While I could excuse my neglect of "Now Playing: 1962" this week by pleading overwork and placing a priority on reviews, the fact is -- it's been a pretty dull week back in 50yearsagoville. There's just not a lot of interesting product opening around the country. In a lot of places, the week's big release is a re-release of Disney's Pinocchio. Otherwise, drab stuff like A Majority of One -- which sells itself as "Auntie Mame Goes Asian" and presents Alec Guinness as a Japanese, opens in mid-sized cities. But if that turgid affair is some people's idea of class, there's always an alternative. This ad from a Feb. 23 Charleston paper sets the tone.
I could comment on tastes in comedy then compared to now, but the truth is: the more things change...
People in Madison WI had it better, but I must explain that the event advertised below is a kind of ringer. It isn't a movie at all, but live theater -- and look at that cast!
Here are a couple of footnotes to history. This show in Madison is one of the last performances in the life of the great Thomas Mitchell, one of the most reliable character actors of the classic studio era and the one who seemed to appear in nearly every major film from the golden year of 1939. I don't actually exaggerate that much. Mitchell would continue touring with the show until his death later in 1962 at age 70. The other footnote is that the role he played in the play was Columbo -- this is the same story, elaborated from a one-hour TV anthology episode, that would be made into a full-length TV movie and form the basis for Peter Falk's famous spot on the NBC Mystery Movie and beyond. The character was conceived as a much older man than Falk was when he first took the role; Bing Crosby had to turn Columbo down before Falk got his chance. But if you suggest to me Thomas Mitchell as Columbo -- yes, I can see it ... except I can't. If only someone had filmed the play with this cast in it. But you can't rewrite the past; you can only cut and paste it.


- TRY IT: Pictures are not part of the copy; retype all the records below exactly.

━━ PROVIDED INFORMATION ━━

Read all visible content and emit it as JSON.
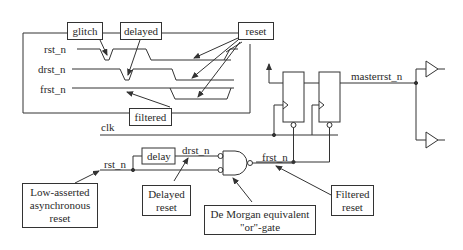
{
  "timing": {
    "callouts": {
      "glitch": "glitch",
      "delayed": "delayed",
      "reset": "reset",
      "filtered": "filtered"
    },
    "signals": [
      "rst_n",
      "drst_n",
      "frst_n"
    ]
  },
  "circuit": {
    "signals": {
      "clk": "clk",
      "rst_n": "rst_n",
      "drst_n": "drst_n",
      "frst_n": "frst_n",
      "masterrst_n": "masterrst_n"
    },
    "delay_block": "delay",
    "annotations": {
      "low_asserted": [
        "Low-asserted",
        "asynchronous",
        "reset"
      ],
      "delayed_reset": [
        "Delayed",
        "reset"
      ],
      "de_morgan": [
        "De Morgan equivalent",
        "\"or\"-gate"
      ],
      "filtered_reset": [
        "Filtered",
        "reset"
      ]
    }
  },
  "colors": {
    "line": "#333333",
    "background": "#ffffff"
  }
}
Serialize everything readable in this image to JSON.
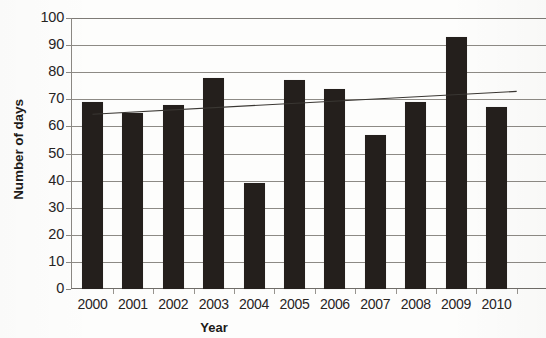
{
  "chart_data": {
    "type": "bar",
    "title": "",
    "subtitle": "",
    "xlabel": "Year",
    "ylabel": "Number of days",
    "categories": [
      "2000",
      "2001",
      "2002",
      "2003",
      "2004",
      "2005",
      "2006",
      "2007",
      "2008",
      "2009",
      "2010"
    ],
    "values": [
      69,
      65,
      68,
      78,
      39,
      77,
      74,
      57,
      69,
      93,
      67
    ],
    "series": [
      {
        "name": "Number of days",
        "type": "bar",
        "values": [
          69,
          65,
          68,
          78,
          39,
          77,
          74,
          57,
          69,
          93,
          67
        ]
      },
      {
        "name": "Linear trendline",
        "type": "line",
        "values": [
          64.5,
          65.3,
          66.2,
          67.0,
          67.8,
          68.7,
          69.5,
          70.3,
          71.2,
          72.0,
          72.9
        ]
      }
    ],
    "ylim": [
      0,
      100
    ],
    "ytick_labels": [
      "0",
      "10",
      "20",
      "30",
      "40",
      "50",
      "60",
      "70",
      "80",
      "90",
      "100"
    ],
    "ytick_values": [
      0,
      10,
      20,
      30,
      40,
      50,
      60,
      70,
      80,
      90,
      100
    ],
    "ytick_step": 10,
    "xtick_labels": [
      "2000",
      "2001",
      "2002",
      "2003",
      "2004",
      "2005",
      "2006",
      "2007",
      "2008",
      "2009",
      "2010"
    ],
    "grid": true,
    "grid_axis": "y",
    "legend": false,
    "legend_position": "none",
    "bar_color": "#241f1c",
    "gridline_color": "#7e7b76",
    "axis_color": "#8a8782",
    "trendline_color": "#3a3733",
    "background_color": "#fdfdfc",
    "annotations": []
  }
}
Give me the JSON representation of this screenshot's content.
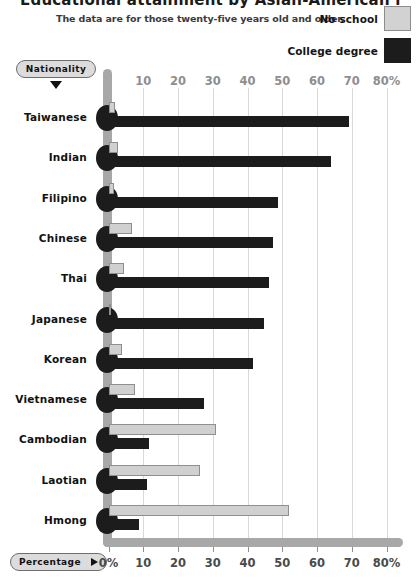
{
  "header": {
    "title": "Educational attainment by Asian-American nationality",
    "subtitle": "The data are for those twenty-five years old and older."
  },
  "legend": {
    "items": [
      {
        "label": "No school",
        "swatch": "light-grey-swatch",
        "color": "#d2d2d2"
      },
      {
        "label": "College degree",
        "swatch": "black-swatch",
        "color": "#1c1c1c"
      }
    ]
  },
  "controls": {
    "nationality": {
      "label": "Nationality",
      "icon": "caret-down-icon"
    },
    "percentage": {
      "label": "Percentage",
      "icon": "caret-right-icon"
    }
  },
  "chart_data": {
    "type": "bar",
    "orientation": "horizontal",
    "title": "Educational attainment by Asian-American nationality",
    "subtitle": "The data are for those twenty-five years old and older.",
    "xlabel": "Percentage",
    "ylabel": "Nationality",
    "xlim": [
      0,
      80
    ],
    "xticks": [
      0,
      10,
      20,
      30,
      40,
      50,
      60,
      70,
      80
    ],
    "xticklabels_bottom": [
      "0%",
      "10",
      "20",
      "30",
      "40",
      "50",
      "60",
      "70",
      "80%"
    ],
    "xticklabels_top": [
      "",
      "10",
      "20",
      "30",
      "40",
      "50",
      "60",
      "70",
      "80%"
    ],
    "grid": true,
    "legend_position": "top-right",
    "categories": [
      "Taiwanese",
      "Indian",
      "Filipino",
      "Chinese",
      "Thai",
      "Japanese",
      "Korean",
      "Vietnamese",
      "Cambodian",
      "Laotian",
      "Hmong"
    ],
    "series": [
      {
        "name": "No school",
        "color": "#d2d2d2",
        "values": [
          1.8,
          2.8,
          1.5,
          6.9,
          4.6,
          0.7,
          4.0,
          7.6,
          30.8,
          26.3,
          51.8
        ]
      },
      {
        "name": "College degree",
        "color": "#1c1c1c",
        "values": [
          69.2,
          64.0,
          48.8,
          47.4,
          46.2,
          44.8,
          41.6,
          27.5,
          11.6,
          11.0,
          8.8
        ]
      }
    ]
  }
}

━━━

- WRITTEN RESPONSE:
Read all visible content and emit it as JSON.
{
  "timing": {
    "callouts": {
      "glitch": "glitch",
      "delayed": "delayed",
      "reset": "reset",
      "filtered": "filtered"
    },
    "signals": [
      "rst_n",
      "drst_n",
      "frst_n"
    ]
  },
  "circuit": {
    "signals": {
      "clk": "clk",
      "rst_n": "rst_n",
      "drst_n": "drst_n",
      "frst_n": "frst_n",
      "masterrst_n": "masterrst_n"
    },
    "delay_block": "delay",
    "annotations": {
      "low_asserted": [
        "Low-asserted",
        "asynchronous",
        "reset"
      ],
      "delayed_reset": [
        "Delayed",
        "reset"
      ],
      "de_morgan": [
        "De Morgan equivalent",
        "\"or\"-gate"
      ],
      "filtered_reset": [
        "Filtered",
        "reset"
      ]
    }
  },
  "colors": {
    "line": "#333333",
    "background": "#ffffff"
  }
}
Serialize everything readable in this image to JSON.
{
  "chart_data": {
    "type": "bar",
    "title": "",
    "subtitle": "",
    "xlabel": "Year",
    "ylabel": "Number of days",
    "categories": [
      "2000",
      "2001",
      "2002",
      "2003",
      "2004",
      "2005",
      "2006",
      "2007",
      "2008",
      "2009",
      "2010"
    ],
    "values": [
      69,
      65,
      68,
      78,
      39,
      77,
      74,
      57,
      69,
      93,
      67
    ],
    "series": [
      {
        "name": "Number of days",
        "type": "bar",
        "values": [
          69,
          65,
          68,
          78,
          39,
          77,
          74,
          57,
          69,
          93,
          67
        ]
      },
      {
        "name": "Linear trendline",
        "type": "line",
        "values": [
          64.5,
          65.3,
          66.2,
          67.0,
          67.8,
          68.7,
          69.5,
          70.3,
          71.2,
          72.0,
          72.9
        ]
      }
    ],
    "ylim": [
      0,
      100
    ],
    "ytick_labels": [
      "0",
      "10",
      "20",
      "30",
      "40",
      "50",
      "60",
      "70",
      "80",
      "90",
      "100"
    ],
    "ytick_values": [
      0,
      10,
      20,
      30,
      40,
      50,
      60,
      70,
      80,
      90,
      100
    ],
    "ytick_step": 10,
    "xtick_labels": [
      "2000",
      "2001",
      "2002",
      "2003",
      "2004",
      "2005",
      "2006",
      "2007",
      "2008",
      "2009",
      "2010"
    ],
    "grid": true,
    "grid_axis": "y",
    "legend": false,
    "legend_position": "none",
    "bar_color": "#241f1c",
    "gridline_color": "#7e7b76",
    "axis_color": "#8a8782",
    "trendline_color": "#3a3733",
    "background_color": "#fdfdfc",
    "annotations": []
  }
}
Give me the JSON representation of this screenshot's content.
{
  "header": {
    "title": "Educational attainment by Asian-American nationality",
    "subtitle": "The data are for those twenty-five years old and older."
  },
  "legend": {
    "items": [
      {
        "label": "No school",
        "swatch": "light-grey-swatch",
        "color": "#d2d2d2"
      },
      {
        "label": "College degree",
        "swatch": "black-swatch",
        "color": "#1c1c1c"
      }
    ]
  },
  "controls": {
    "nationality": {
      "label": "Nationality",
      "icon": "caret-down-icon"
    },
    "percentage": {
      "label": "Percentage",
      "icon": "caret-right-icon"
    }
  },
  "chart_data": {
    "type": "bar",
    "orientation": "horizontal",
    "title": "Educational attainment by Asian-American nationality",
    "subtitle": "The data are for those twenty-five years old and older.",
    "xlabel": "Percentage",
    "ylabel": "Nationality",
    "xlim": [
      0,
      80
    ],
    "xticks": [
      0,
      10,
      20,
      30,
      40,
      50,
      60,
      70,
      80
    ],
    "xticklabels_bottom": [
      "0%",
      "10",
      "20",
      "30",
      "40",
      "50",
      "60",
      "70",
      "80%"
    ],
    "xticklabels_top": [
      "",
      "10",
      "20",
      "30",
      "40",
      "50",
      "60",
      "70",
      "80%"
    ],
    "grid": true,
    "legend_position": "top-right",
    "categories": [
      "Taiwanese",
      "Indian",
      "Filipino",
      "Chinese",
      "Thai",
      "Japanese",
      "Korean",
      "Vietnamese",
      "Cambodian",
      "Laotian",
      "Hmong"
    ],
    "series": [
      {
        "name": "No school",
        "color": "#d2d2d2",
        "values": [
          1.8,
          2.8,
          1.5,
          6.9,
          4.6,
          0.7,
          4.0,
          7.6,
          30.8,
          26.3,
          51.8
        ]
      },
      {
        "name": "College degree",
        "color": "#1c1c1c",
        "values": [
          69.2,
          64.0,
          48.8,
          47.4,
          46.2,
          44.8,
          41.6,
          27.5,
          11.6,
          11.0,
          8.8
        ]
      }
    ]
  }
}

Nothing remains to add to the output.